MR CORBELL (Molonglo—Attorney-General, Minister for the Environment and Sustainable Development, Minister for Territory and Municipal Services and Minister for Police and Emergency Services) (5.35): The government will not be supporting this motion or the amendments proposed by the Greens today. As the Assembly will appreciate, every effort is taken to manage and minimise the impact of roadworks on the Canberra community.

The Glenloch interchange roadworks associated with the recently completed Gungahlin Drive project had the potential to generate considerable traffic congestion and impact in the Canberra community, as members would appreciate. To manage these impacts a proposal was developed to detour traffic from Belconnen to the city via Coppins Crossing Road, Cotter Road and then on to Adelaide Avenue rather than requiring all this traffic to go through the Glenloch roadworks site.

In 2007 the existing bus lane on Adelaide Avenue was converted into a transit lane for vehicles with two or more occupants, to provide some additional capacity. This was always seen as an interim arrangement. The transit lane has provided some minor relief to traffic since it was introduced and typically carried about 200 legal vehicles during the morning peak.

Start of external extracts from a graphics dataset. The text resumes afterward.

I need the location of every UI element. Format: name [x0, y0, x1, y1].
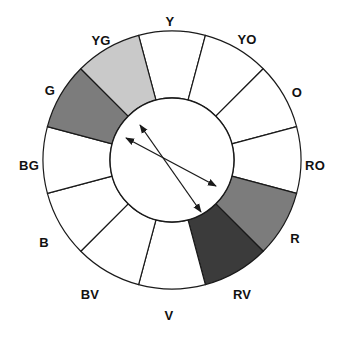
wheel-label-yo: YO [237, 33, 256, 46]
inner-circle [110, 98, 234, 222]
wheel-label-y: Y [166, 15, 175, 28]
inner-circle-outline [110, 98, 234, 222]
wheel-label-r: R [290, 232, 300, 245]
wheel-label-bg: BG [19, 159, 39, 172]
wheel-label-yg: YG [91, 34, 110, 47]
color-wheel-diagram: YYOORORRVVBVBBGGYG [0, 0, 341, 343]
wheel-label-b: B [39, 236, 49, 249]
wheel-label-ro: RO [305, 159, 325, 172]
wheel-label-o: O [292, 86, 302, 99]
color-wheel-graphic [0, 0, 341, 343]
wheel-label-v: V [165, 309, 174, 322]
wheel-label-bv: BV [81, 288, 99, 301]
wheel-label-g: G [45, 84, 55, 97]
wheel-label-rv: RV [233, 288, 251, 301]
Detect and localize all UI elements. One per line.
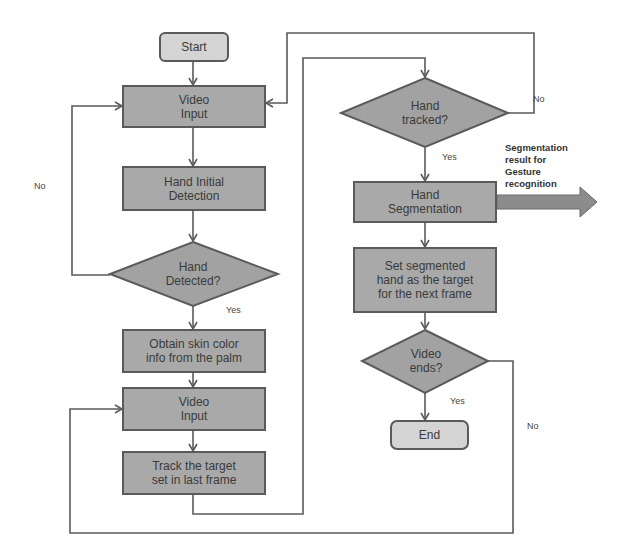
- gesture-output-arrow: [497, 187, 597, 217]
- gesture-output-note: Segmentation result for Gesture recognit…: [505, 142, 568, 190]
- start-text: Start: [181, 40, 206, 54]
- track-target-label: Track the target set in last frame: [123, 452, 265, 494]
- video-input-2-line2: Input: [181, 409, 208, 423]
- set-line3: for the next frame: [378, 287, 472, 301]
- video-input-1-line2: Input: [181, 107, 208, 121]
- hand-detected-line1: Hand: [179, 260, 208, 274]
- end-text: End: [419, 428, 440, 442]
- detection-line1: Hand Initial: [164, 175, 224, 189]
- skin-line1: Obtain skin color: [149, 337, 238, 351]
- flowchart-canvas: [0, 0, 619, 556]
- hand-tracked-no-label: No: [533, 94, 545, 105]
- video-input-2-label: Video Input: [123, 388, 265, 430]
- hand-tracked-label: Hand tracked?: [380, 95, 470, 131]
- end-label: End: [391, 421, 468, 449]
- hand-detected-label: Hand Detected?: [130, 256, 256, 292]
- edge-hand-detected-no: [72, 106, 122, 275]
- note-line2: result for: [505, 154, 568, 166]
- set-line1: Set segmented: [385, 259, 466, 273]
- video-ends-no-label: No: [527, 421, 539, 432]
- set-segmented-label: Set segmented hand as the target for the…: [354, 248, 496, 312]
- video-ends-line1: Video: [411, 347, 441, 361]
- video-input-2-line1: Video: [179, 395, 209, 409]
- track-line2: set in last frame: [152, 473, 237, 487]
- hand-detected-no-label: No: [34, 181, 46, 192]
- detection-line2: Detection: [169, 189, 220, 203]
- obtain-skin-color-label: Obtain skin color info from the palm: [123, 330, 265, 372]
- set-line2: hand as the target: [377, 273, 474, 287]
- hand-detected-yes-label: Yes: [226, 305, 241, 316]
- start-label: Start: [160, 33, 228, 61]
- segmentation-line1: Hand: [411, 188, 440, 202]
- note-line1: Segmentation: [505, 142, 568, 154]
- segmentation-line2: Segmentation: [388, 202, 462, 216]
- track-line1: Track the target: [152, 459, 236, 473]
- video-input-1-line1: Video: [179, 93, 209, 107]
- note-line4: recognition: [505, 178, 568, 190]
- hand-tracked-yes-label: Yes: [442, 152, 457, 163]
- video-input-1-label: Video Input: [123, 86, 265, 127]
- hand-tracked-line2: tracked?: [402, 113, 448, 127]
- video-ends-yes-label: Yes: [450, 396, 465, 407]
- hand-initial-detection-label: Hand Initial Detection: [123, 167, 265, 210]
- hand-segmentation-label: Hand Segmentation: [354, 182, 496, 222]
- skin-line2: info from the palm: [146, 351, 242, 365]
- video-ends-label: Video ends?: [390, 344, 462, 378]
- note-line3: Gesture: [505, 166, 568, 178]
- hand-tracked-line1: Hand: [411, 99, 440, 113]
- video-ends-line2: ends?: [410, 361, 443, 375]
- hand-detected-line2: Detected?: [166, 274, 221, 288]
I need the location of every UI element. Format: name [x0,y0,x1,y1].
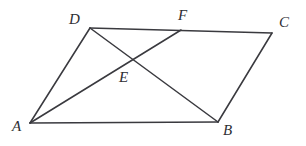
vertex-label-C: C [279,15,289,30]
geometry-canvas [0,0,306,146]
vertex-label-E: E [119,70,128,85]
segment-AF [30,30,181,123]
vertex-label-B: B [223,123,232,138]
vertex-label-F: F [178,8,187,23]
vertex-label-D: D [69,12,80,27]
segment-AB [30,122,218,123]
vertex-label-A: A [12,119,21,134]
segment-AD [30,28,90,123]
figure-outline [30,28,272,123]
geometry-figure: D F C E A B [0,0,306,146]
segment-BC [218,33,272,122]
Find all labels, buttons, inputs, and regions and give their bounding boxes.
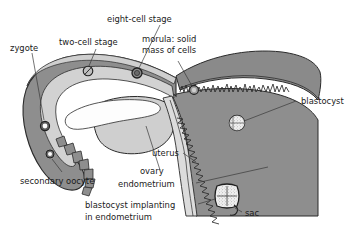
cell-zygote [40, 121, 49, 130]
diagram-canvas: zygote two-cell stage eight-cell stage m… [0, 0, 356, 244]
label-blastocyst: blastocyst [301, 96, 344, 106]
label-ovary: ovary [140, 166, 164, 176]
label-morula-line2: mass of cells [142, 45, 196, 55]
label-uterus: uterus [152, 148, 179, 158]
label-secondary-oocyte: secondary oocyte [20, 176, 94, 186]
cell-two-cell-stage [83, 66, 93, 76]
label-endometrium: endometrium [118, 179, 175, 189]
label-eight-cell-stage: eight-cell stage [107, 14, 172, 24]
label-morula-line1: morula: solid [142, 34, 196, 44]
cell-blastocyst [229, 115, 245, 131]
label-zygote: zygote [10, 43, 38, 53]
label-sac: sac [245, 208, 259, 218]
cell-secondary-oocyte [46, 150, 54, 158]
cell-morula [190, 86, 199, 95]
label-implanting-line1: blastocyst implanting [85, 200, 175, 210]
label-implanting-line2: in endometrium [85, 212, 152, 222]
cell-eight-cell-stage [132, 68, 142, 78]
label-two-cell-stage: two-cell stage [59, 37, 118, 47]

As members of this Assembly would know, the roadworks associated with the Gungahlin Drive extension are now fully opened to traffic and the transit lane has been removed with the bus lane only reinstated over the weekend of 12-13 November.

Mr Coe has argued that the transit lane should have remained in place as a means of encouraging people to car pool. I would like to go through the reasons why the transit lane was removed. First and foremost, the government made clear from the beginning that the use of the bus lane as a transit lane was only ever a temporary measure. That was announced when the measure was first put in place. The government is doing what it said it would do from the beginning.

Secondly, while the government supports car pooling and the government encourages more people to do so, it should not be at the expense of the safety of those who choose to use public transport as a means of travel. Car pooling should not compromise the safety of bus drivers who have a large responsibility for the safety of 70 to 90 people that typically can occupy a bus during the peak periods.

Since the transit lane was introduced on to Adelaide Avenue there have been 10 reported crashes in the transit lane. Over the five-year period there was a total of 113 reported crashes on Adelaide Avenue, so almost 10 per cent of all the crashes on Adelaide Avenue are occurring in the transit lane. There were also some crashes in the earlier period, when it was a bus-only lane, with traffic moving into the bus lane. These crash statistics mirror the concerns raised by bus drivers and their industrial representatives, the Transport Workers Union, to the government.